Oil pastel paintings are (for me, for now) faster than watercolours, so are the ideal…

The Road To Glencoe
I risked doing an oil pastel painting indoors today. Ā This landscape is based on the road into Glencoe from the East. Ā I’ve been to Glencoe a couple of times and would recommend the Clachaig Inn as a great place to stay if you like a beer and don’t mind being surrounded by people as young as I was when I visited.
As usual, there’s not much to say about my methodology. Ā I put down a pencil outline, then filled up the shaped from the back to the front, trying to keep a good mix of colours everywhere.
I wonder whether I’m being a bit too literal with my values. Ā I was often looking at my photo and trying to put down darks in the same places as on the photo. Ā It’s probably not that useful having an iPad plugged into the mains as it lets me develop these bad habits. Ā The mountains didn’t come out too bad but I spent too long in the foreground trying to get those darks right. Ā The foreground ended up turning to mud and had to have some heavy scraping with a credit card. Ā Even then, lots of mud stayed put because these Sennelier oil pastels do like to soak into the paper. Ā I ended up putting another foreground over the top but it’s still too dark and muddy.
I tried to distract attention from that foreground by turning it into a middleground by adding super foreground in the two bottom corners. Ā I scribbled in red grasses on the left against a blue middleground and vice versa on the right, then scraped out some marks with a credit card.
What I’ve ended up with is less than perfect, with the middleground being a let down. Ā Not good enough to go in the shop window.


Task: Look through the lines below and copy each one that includes "swatch".

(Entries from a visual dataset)
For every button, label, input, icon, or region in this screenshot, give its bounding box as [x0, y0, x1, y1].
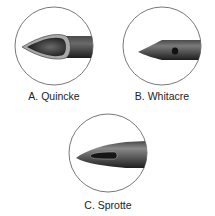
label-whitacre: B. Whitacre [112, 90, 212, 102]
panel-quincke: A. Quincke [0, 0, 108, 108]
sprotte-needle-illustration [56, 106, 160, 198]
side-hole [172, 47, 178, 54]
whitacre-needle-illustration [108, 0, 215, 90]
panel-sprotte: C. Sprotte [56, 106, 160, 216]
label-sprotte: C. Sprotte [58, 199, 158, 211]
label-quincke: A. Quincke [4, 90, 104, 102]
quincke-needle-illustration [0, 0, 108, 90]
panel-whitacre: B. Whitacre [108, 0, 215, 108]
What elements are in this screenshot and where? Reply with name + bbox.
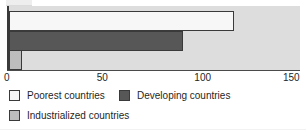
legend-row-secondary: Industrialized countries <box>9 106 299 124</box>
legend-row-primary: Poorest countriesDeveloping countries <box>9 86 299 104</box>
legend-label: Poorest countries <box>27 89 105 102</box>
x-tick-label-100: 100 <box>194 71 211 84</box>
legend-swatch-icon <box>9 90 20 101</box>
figure-bottom-rule <box>0 129 306 130</box>
legend-item-developing-countries[interactable]: Developing countries <box>119 86 230 104</box>
bar-poorest-countries <box>9 11 234 31</box>
bar-industrialized-countries <box>9 50 22 70</box>
bar-developing-countries <box>9 31 183 51</box>
chart-legend: Poorest countriesDeveloping countries In… <box>9 86 299 128</box>
legend-swatch-icon <box>9 110 20 121</box>
x-axis-tick-labels: 050100150 <box>0 71 306 85</box>
legend-label: Industrialized countries <box>27 109 129 122</box>
x-tick-label-150: 150 <box>283 71 300 84</box>
bar-chart-figure: 050100150 Poorest countriesDeveloping co… <box>0 0 306 130</box>
legend-item-poorest-countries[interactable]: Poorest countries <box>9 86 105 104</box>
legend-label: Developing countries <box>137 89 230 102</box>
plot-area <box>7 6 300 70</box>
bars-layer <box>9 6 300 70</box>
legend-swatch-icon <box>119 90 130 101</box>
legend-item-industrialized-countries[interactable]: Industrialized countries <box>9 106 129 124</box>
x-tick-label-0: 0 <box>4 71 10 84</box>
x-tick-label-50: 50 <box>97 71 108 84</box>
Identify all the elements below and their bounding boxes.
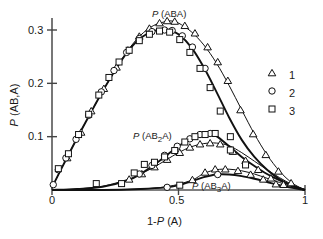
data-point-square (93, 181, 99, 187)
data-point-square (167, 29, 173, 35)
legend-marker-square (269, 106, 275, 112)
y-axis-title: P (AB,A) (8, 84, 20, 127)
data-point-triangle (237, 106, 245, 112)
data-point-triangle (259, 176, 267, 182)
chart-figure: 0.3 0.2 0.1 0 0.5 1 1-P (A) P (AB,A) P (… (0, 0, 323, 239)
curve-label-ab3a: P (AB3A) (192, 180, 231, 194)
chart-curves (52, 21, 305, 190)
data-point-square (151, 159, 157, 165)
data-point-square (119, 181, 125, 187)
data-point-square (126, 47, 132, 53)
data-point-square (243, 162, 249, 168)
data-point-square (172, 148, 178, 154)
data-point-circle (215, 171, 221, 177)
legend-marker-circle (269, 88, 275, 94)
data-point-square (187, 49, 193, 55)
data-point-square (55, 166, 61, 172)
curve-label-ab2a-pre: (AB (139, 130, 157, 141)
data-point-square (146, 31, 152, 37)
legend-label-3: 3 (289, 105, 295, 117)
y-axis-title-suffix: (AB,A) (8, 84, 20, 119)
data-point-square (177, 182, 183, 188)
data-point-square (217, 108, 223, 114)
curve-label-ab2a-post: A) (162, 130, 172, 141)
x-axis-title-prefix: 1- (147, 215, 157, 227)
data-point-square (157, 28, 163, 34)
data-point-square (177, 37, 183, 43)
data-point-triangle (262, 151, 270, 157)
data-point-square (182, 139, 188, 145)
data-point-square (192, 134, 198, 140)
curve-label-aba-text: (ABA) (158, 8, 186, 19)
data-point-square (207, 85, 213, 91)
data-point-circle (50, 181, 56, 187)
curve-label-ab3a-post: A) (221, 180, 231, 191)
data-point-square (106, 74, 112, 80)
data-point-square (212, 130, 218, 136)
y-axis-title-symbol: P (8, 119, 20, 126)
y-tick-label-0.3: 0.3 (28, 24, 43, 36)
data-point-square (131, 170, 137, 176)
legend-label-1: 1 (289, 69, 295, 81)
legend-marker-triangle (268, 69, 276, 75)
curve-p-aba- (52, 21, 305, 190)
curve-label-ab3a-pre: (AB (198, 180, 216, 191)
chart-data-markers (50, 17, 295, 190)
legend-markers (268, 69, 276, 112)
curve-label-aba: P (ABA) (152, 8, 186, 19)
data-point-triangle (275, 168, 283, 174)
data-point-circle (111, 67, 117, 73)
y-tick-label-0.2: 0.2 (28, 77, 43, 89)
data-point-square (86, 111, 92, 117)
y-tick-label-0.1: 0.1 (28, 130, 43, 142)
x-axis-title-suffix: (A) (164, 215, 182, 227)
y-axis-title-wrapper: P (AB,A) (4, 70, 22, 140)
x-axis-title: 1-P (A) (147, 215, 182, 227)
data-point-square (136, 38, 142, 44)
data-point-square (96, 92, 102, 98)
data-point-square (227, 134, 233, 140)
curve-label-ab2a: P (AB2A) (133, 130, 172, 144)
data-point-triangle (249, 130, 257, 136)
legend-label-2: 2 (289, 87, 295, 99)
data-point-square (76, 132, 82, 138)
x-tick-label-1: 1 (302, 194, 308, 206)
data-point-square (197, 65, 203, 71)
data-point-square (65, 151, 71, 157)
data-point-square (202, 132, 208, 138)
data-point-square (162, 154, 168, 160)
data-point-square (116, 59, 122, 65)
data-point-circle (164, 184, 170, 190)
x-tick-label-0: 0 (49, 194, 55, 206)
x-tick-label-0.5: 0.5 (169, 194, 184, 206)
data-point-square (227, 147, 233, 153)
data-point-square (141, 161, 147, 167)
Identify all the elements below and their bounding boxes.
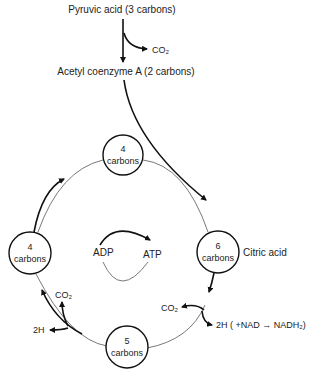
co2-label-right: CO₂ — [161, 303, 179, 313]
node-left-4-carbons: 4 carbons — [9, 232, 51, 274]
acetyl-coa-label: Acetyl coenzyme A (2 carbons) — [57, 66, 194, 77]
adp-atp-arrow — [100, 231, 150, 245]
co2-right-arrow — [182, 306, 204, 310]
node-right-6-carbons: 6 carbons — [197, 231, 239, 273]
cycle-arc-top-right — [143, 160, 208, 232]
svg-text:carbons: carbons — [111, 348, 144, 358]
h-nadh-label: 2H ( +NAD → NADH₂) — [216, 320, 306, 330]
co2-label-top: CO₂ — [152, 45, 170, 55]
co2-label-left: CO₂ — [55, 290, 73, 300]
krebs-cycle-diagram: Pyruvic acid (3 carbons) CO₂ Acetyl coen… — [0, 0, 317, 378]
svg-text:4: 4 — [120, 144, 125, 154]
citric-acid-label: Citric acid — [243, 247, 287, 258]
h-left-label: 2H — [33, 325, 45, 335]
citric-down-arrow — [209, 273, 214, 292]
atp-adp-return — [103, 262, 148, 281]
svg-text:4: 4 — [27, 242, 32, 252]
left-to-top-arrow — [34, 179, 64, 232]
pyruvic-acid-label: Pyruvic acid (3 carbons) — [68, 4, 175, 15]
h-left-arrow — [50, 328, 68, 330]
cycle-arc-bottom-left — [36, 274, 107, 346]
h-right-arrow — [202, 311, 212, 325]
svg-text:carbons: carbons — [107, 156, 140, 166]
svg-text:5: 5 — [124, 336, 129, 346]
co2-release-arrow — [124, 33, 147, 49]
svg-text:carbons: carbons — [14, 254, 47, 264]
svg-text:6: 6 — [215, 241, 220, 251]
adp-label: ADP — [93, 247, 114, 258]
cycle-arc-left-top — [38, 160, 103, 232]
node-bottom-5-carbons: 5 carbons — [106, 326, 148, 368]
svg-text:carbons: carbons — [202, 253, 235, 263]
atp-label: ATP — [143, 249, 162, 260]
node-top-4-carbons: 4 carbons — [103, 135, 143, 175]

Completed task:
legend-swatch-icon <box>9 90 20 101</box>
legend-swatch-icon <box>9 110 20 121</box>
legend-swatch-icon <box>119 90 130 101</box>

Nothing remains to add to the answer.